Industry | Public transportation |
---|---|
Fate | Defunct |
Successor | Metro Area Transit |
Founded | 1904 |
Defunct | 1971 |
Headquarters | Omaha and Council Bluffs |
Key people
|
Gurdon Wattles |
The Omaha Traction Company was a privately owned public transportation business in Omaha, Nebraska. Created in the early 1900s by wealthy Omaha banker Gurdon Wattles, the company was involved in a series of contentious disputes with organized labor.
Gurdon Wattles bought the Omaha and Council Bluffs Railway and Bridge Company, or O&CB along with several competing local lines and merged them into one unit called the Omaha Traction Company in the early 1900s. Wattles continued using the O&CB brand. In 1943 the company began training women as streetcar operators after many of its male drivers were called into military service during WW II. The women learned quickly and were paid the same wages as their male counterparts.
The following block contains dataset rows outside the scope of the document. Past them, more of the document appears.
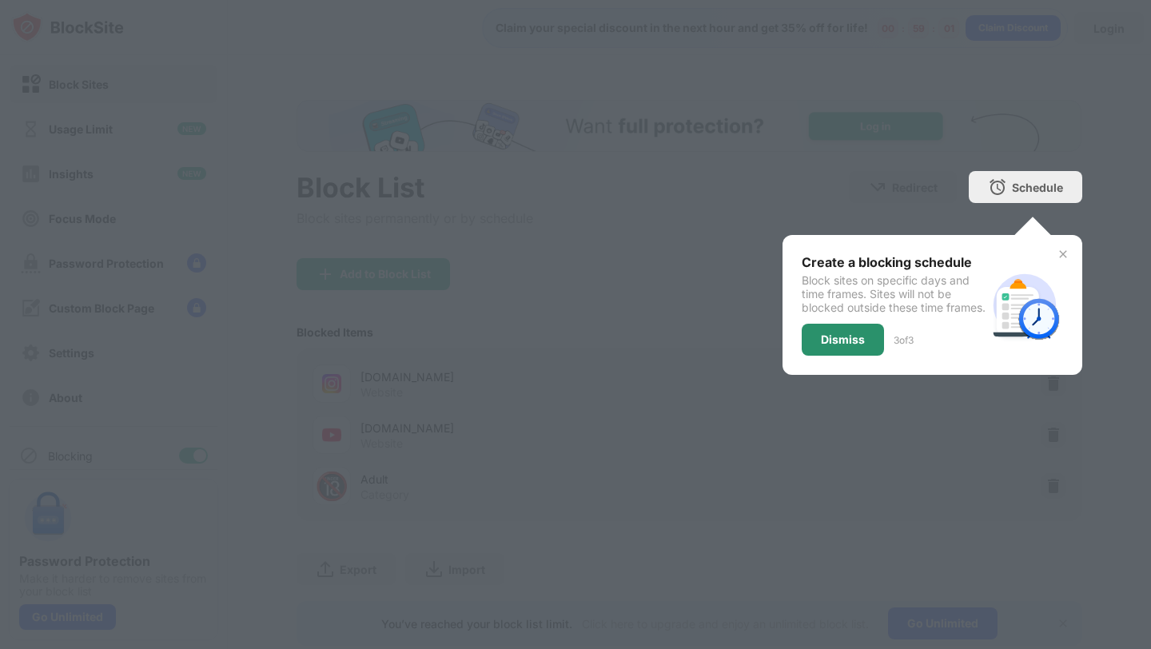 The height and width of the screenshot is (649, 1151). I want to click on div: Create a blocking schedule, so click(893, 262).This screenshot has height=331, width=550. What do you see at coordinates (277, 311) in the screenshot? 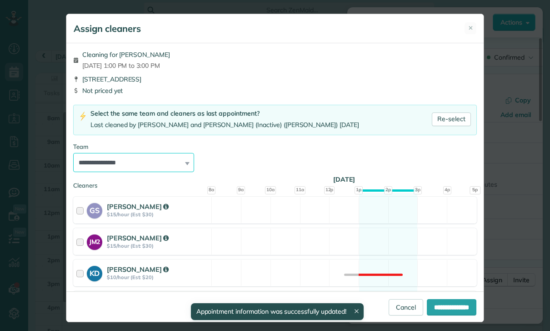
I see `div: Appointment information was successfully updated!` at bounding box center [277, 311].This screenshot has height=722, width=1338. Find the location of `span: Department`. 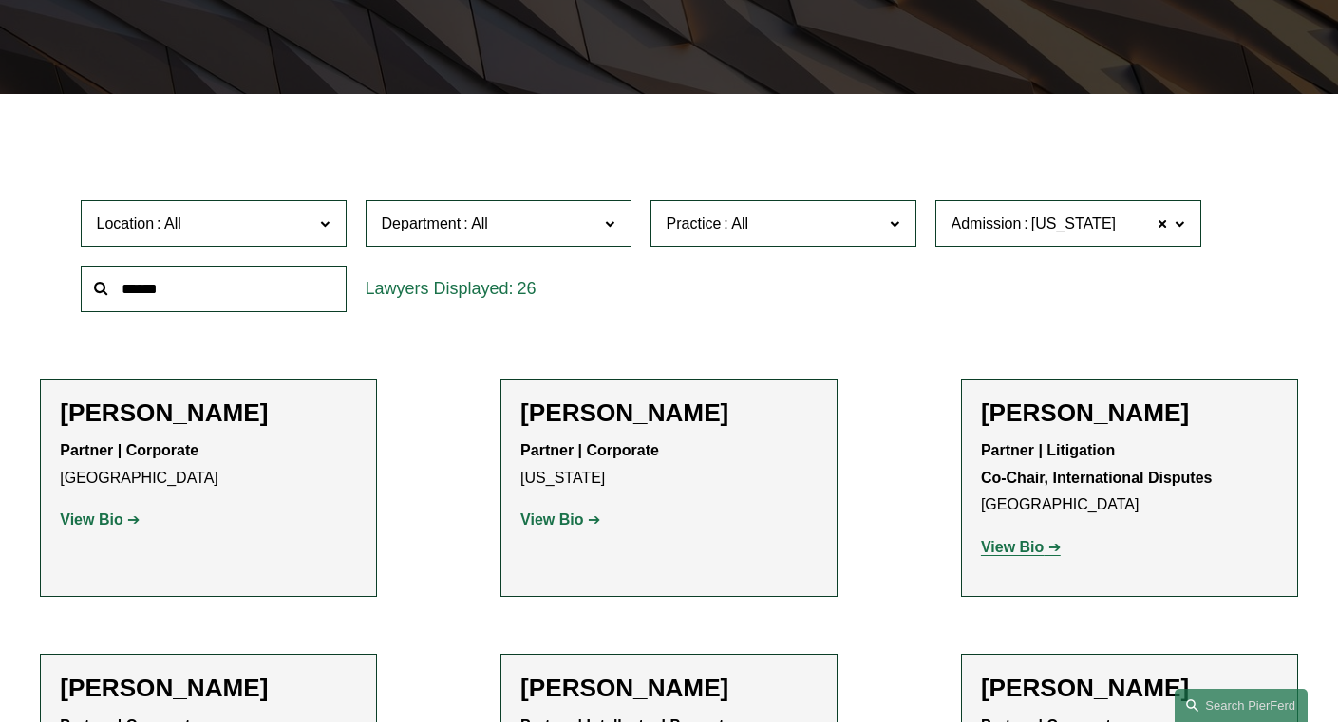

span: Department is located at coordinates (421, 223).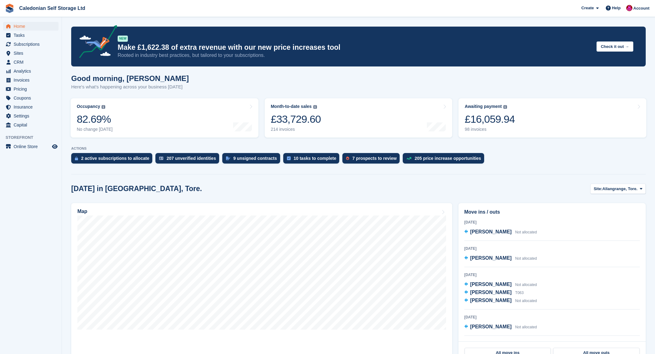 The height and width of the screenshot is (354, 655). Describe the element at coordinates (253, 160) in the screenshot. I see `a: 9 unsigned contracts` at that location.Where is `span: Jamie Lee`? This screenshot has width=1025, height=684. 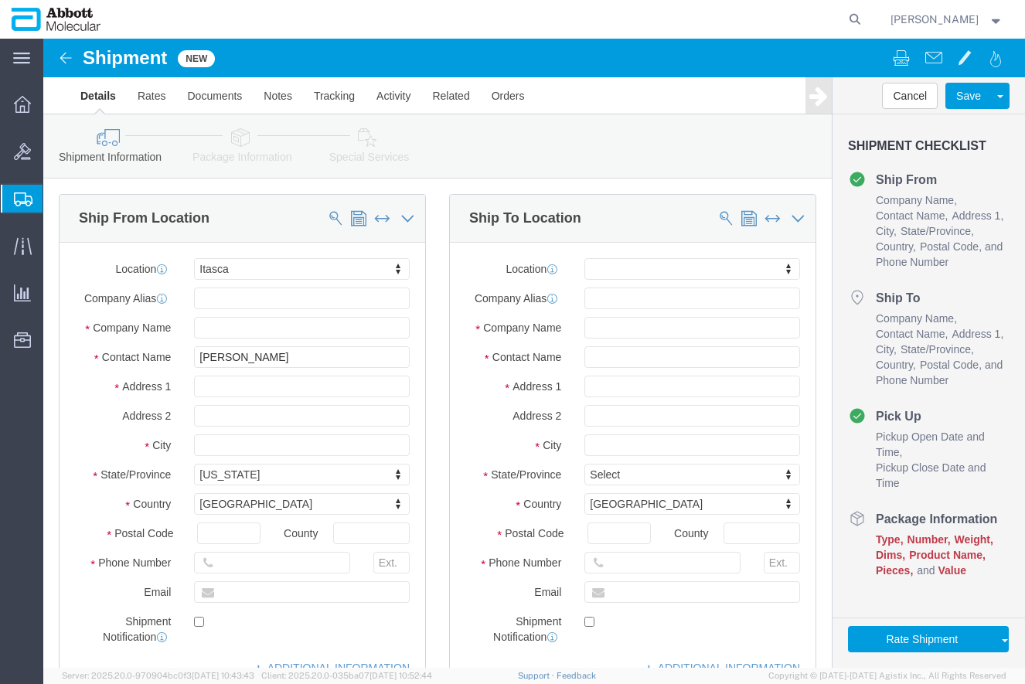
span: Jamie Lee is located at coordinates (934, 19).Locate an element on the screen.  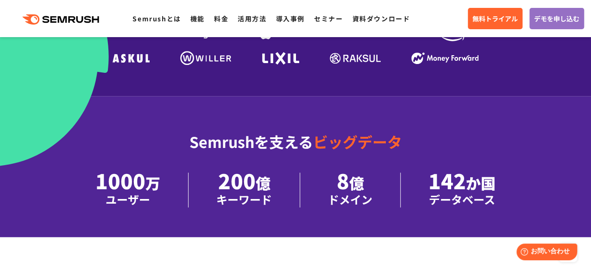
div: ドメイン is located at coordinates (350, 199).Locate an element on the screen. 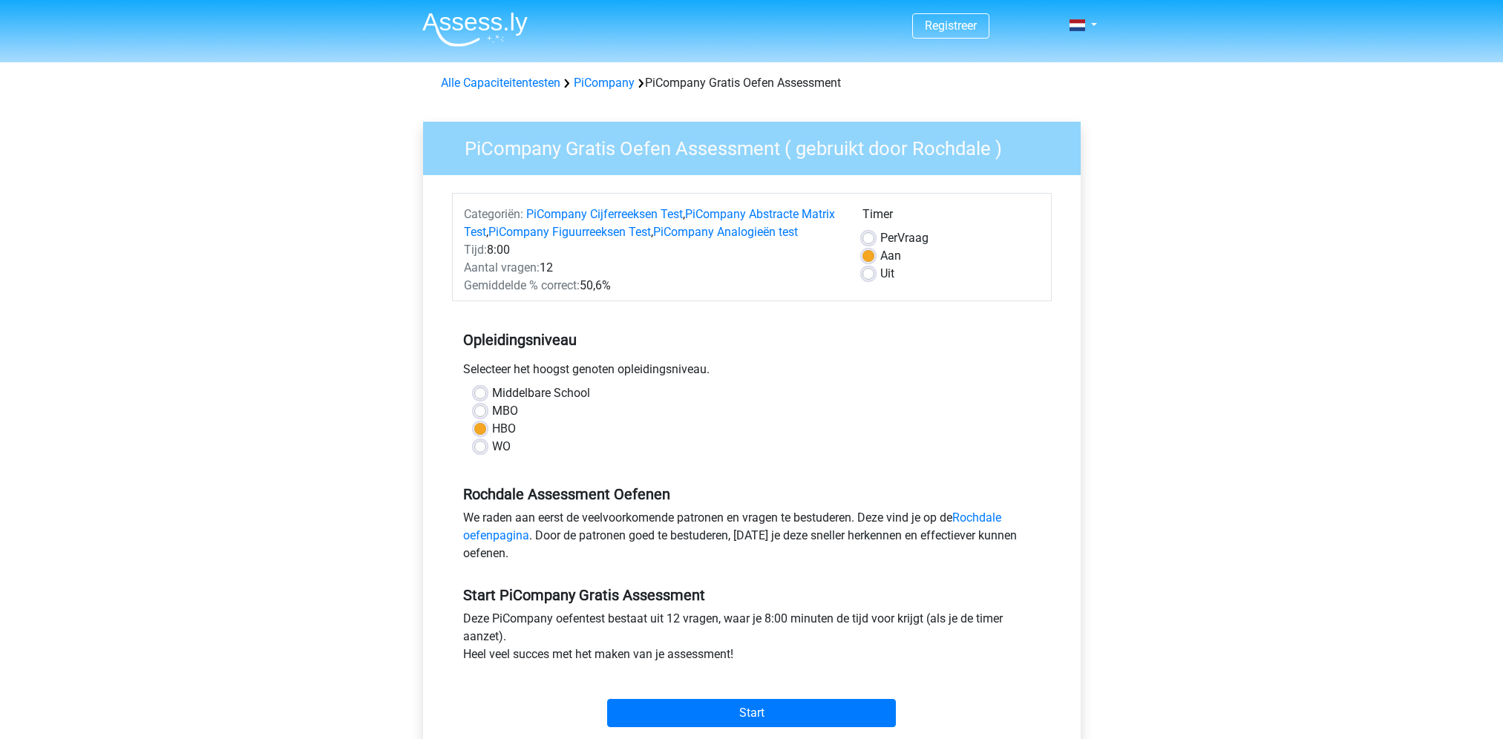  a: PiCompany Figuurreeksen Test is located at coordinates (569, 232).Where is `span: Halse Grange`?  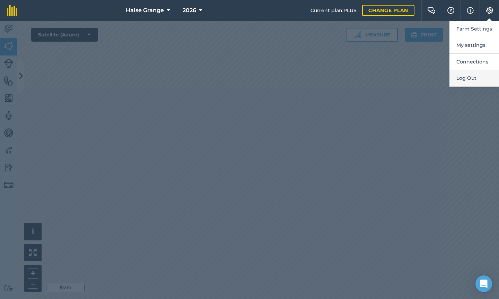 span: Halse Grange is located at coordinates (145, 10). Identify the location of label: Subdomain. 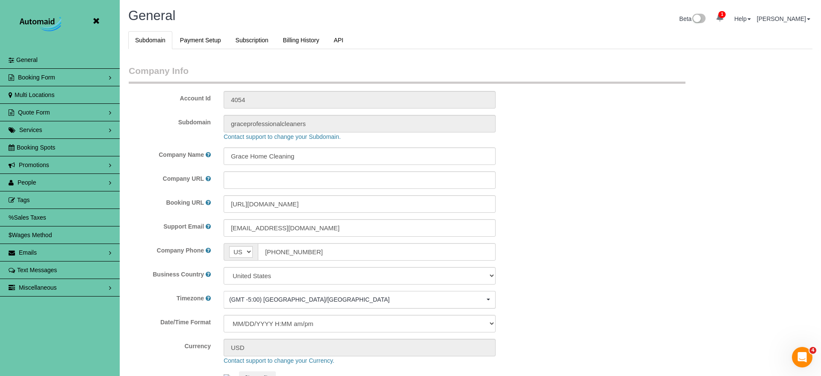
(170, 121).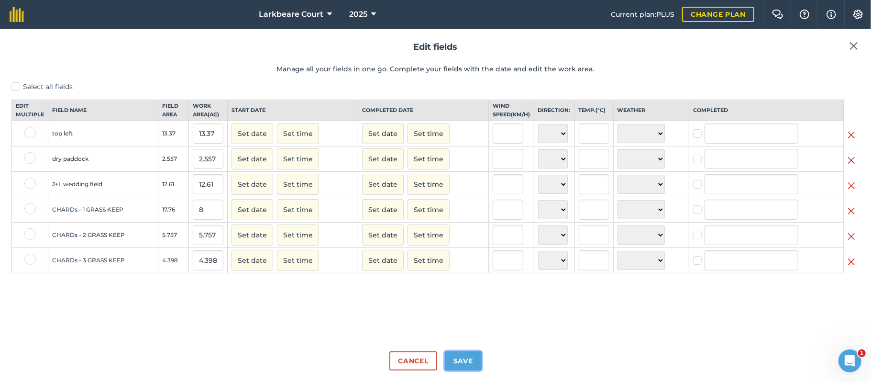 The width and height of the screenshot is (871, 382). I want to click on span: Current plan : PLUS, so click(642, 14). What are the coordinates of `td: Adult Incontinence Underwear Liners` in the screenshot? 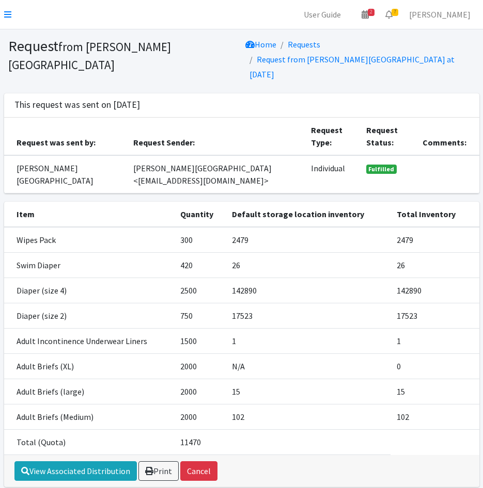 It's located at (89, 341).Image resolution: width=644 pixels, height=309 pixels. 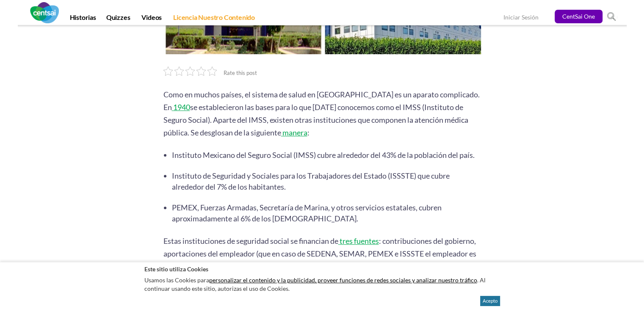 I want to click on span: Estas instituciones de seguridad social se financian de, so click(x=251, y=241).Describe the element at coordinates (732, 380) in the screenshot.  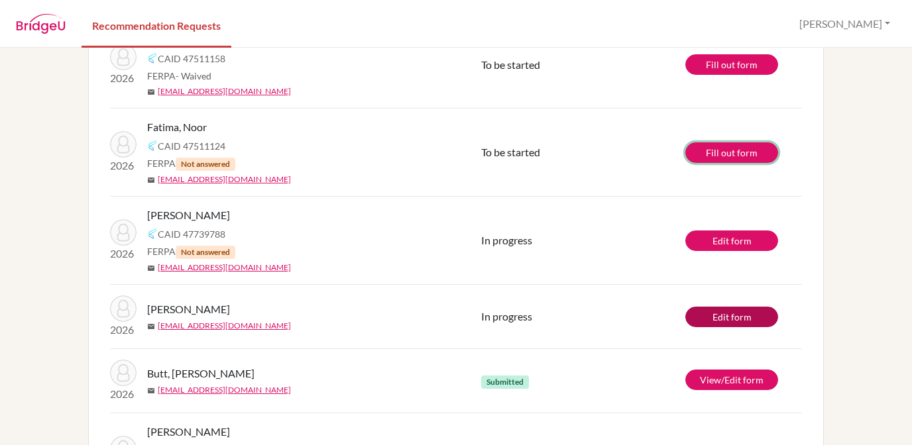
I see `a: View/Edit form` at that location.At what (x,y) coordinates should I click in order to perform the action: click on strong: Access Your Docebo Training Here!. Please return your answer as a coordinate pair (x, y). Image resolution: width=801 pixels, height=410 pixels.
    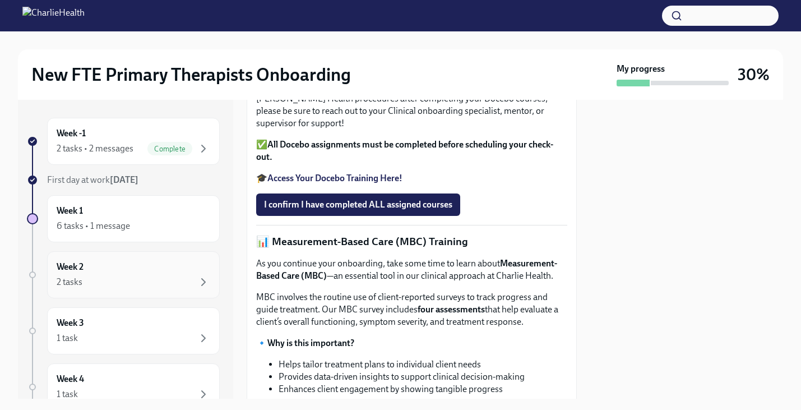
    Looking at the image, I should click on (335, 178). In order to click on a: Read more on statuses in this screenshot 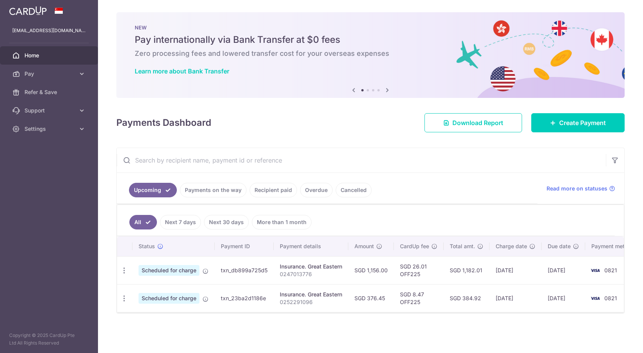, I will do `click(581, 189)`.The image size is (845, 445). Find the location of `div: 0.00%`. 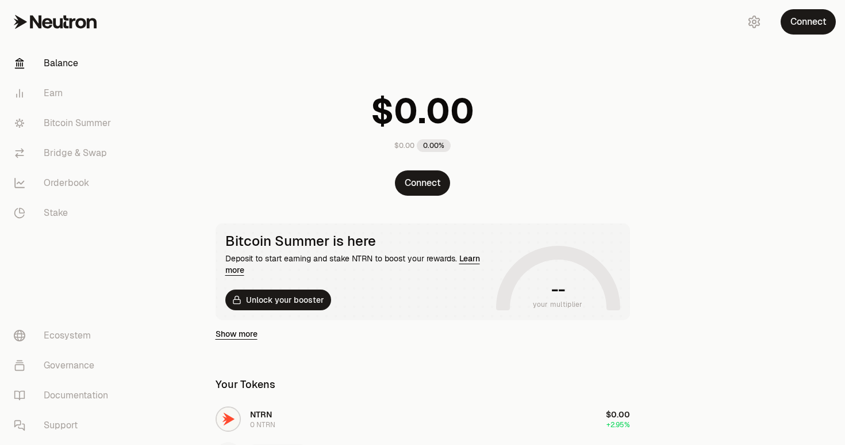

div: 0.00% is located at coordinates (434, 145).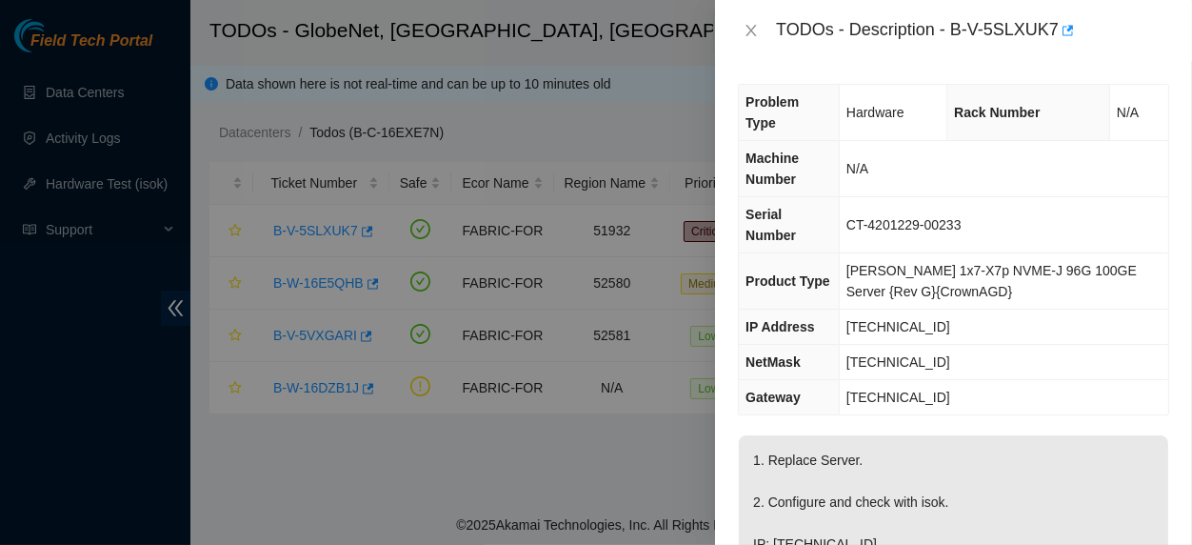 The image size is (1192, 545). Describe the element at coordinates (773, 362) in the screenshot. I see `span: NetMask` at that location. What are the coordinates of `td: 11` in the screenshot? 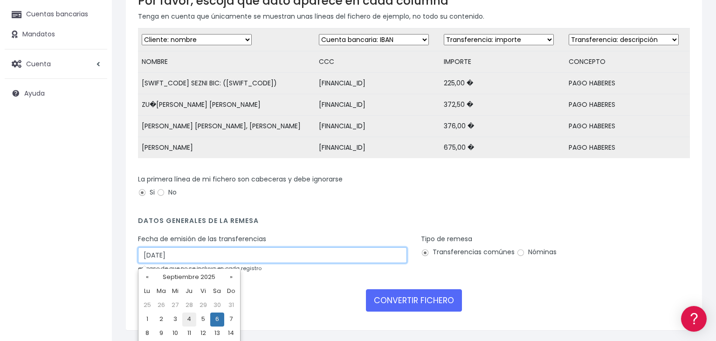 It's located at (189, 333).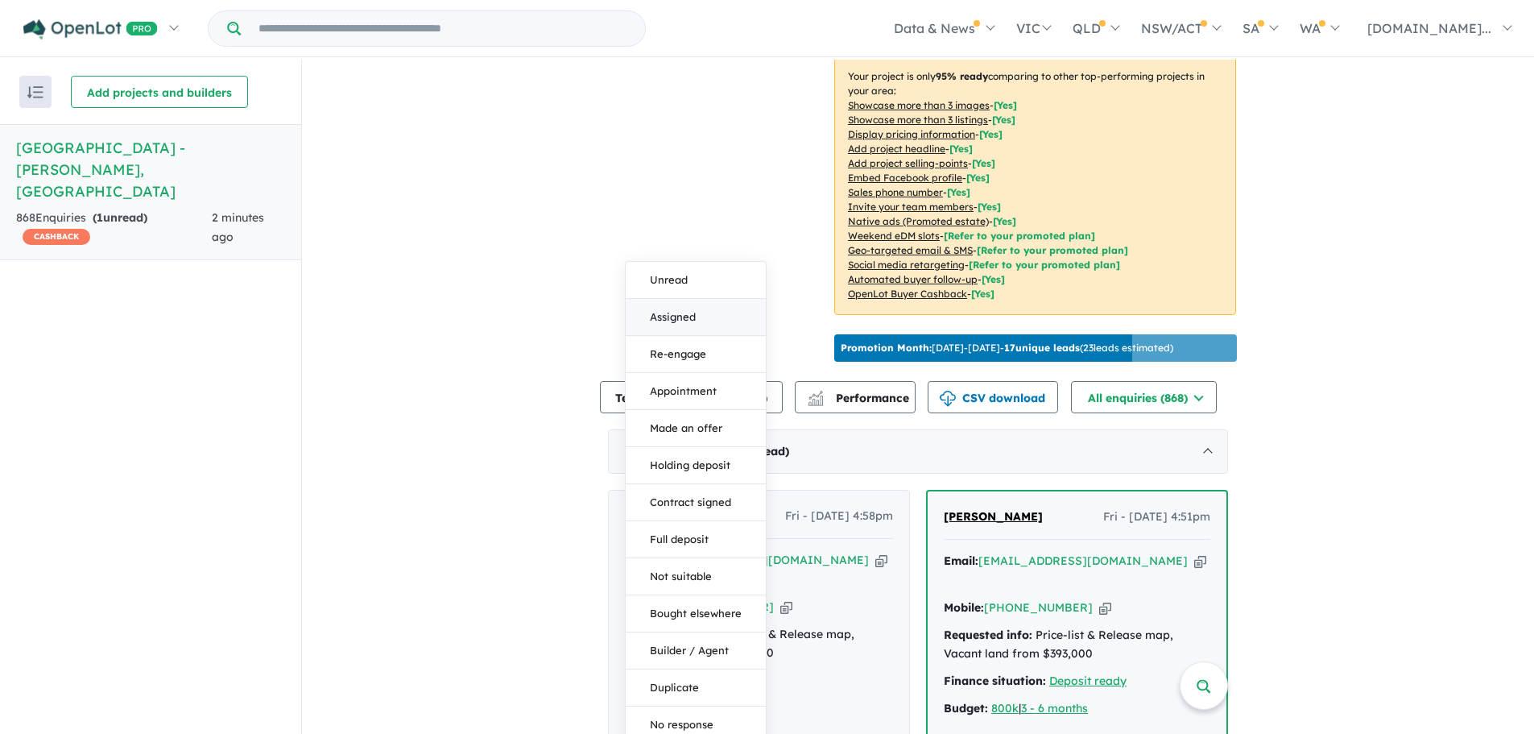 The image size is (1534, 734). I want to click on img: sort.svg, so click(35, 92).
The company disbanded with the creation of Metro Area Transit in the early 1970s.
The Amalgamated Association of Street and Electric Railway Employees attempted to unionize workers in Omaha Traction Company in the first decade of the 20th century with an organizer arriving in the city in 1902. That early effort faded within a year; however, Gurdon Wattles formed the Omaha Business Men's Association within the year to fight the prospect of losing the city's open shop status.
Wattles resisted any unionization within his businesses, as well as the city. When workers struck in early September 1909 he quickly hired strikebreakers from across the country to cross picket lines. He further provoked unionizers by publicly refusing arbitration in two of the city's business community's organs, the Omaha Bee and the Omaha Herald. Starting September 19, 1909 mobs rioted in the streets of downtown destroying streetcars, terrorizing company officials and attacking strikebreakers. Wattles kept the strikebreakers on, hiring others from Eastern United States cities to come in until the strikers agreed to his terms. Wattles later wrote a booklet about the events entitled A Crime Against Labor: A brief history of the Omaha and Council Bluffs Street Railway Strike, 1909. In the book he referred to the strikebreakers as, "a jolly lot of disreputables, always ready for a fight." The riots continued through September 23, 1909, eventually subsiding to the pressure of the strikebreakers.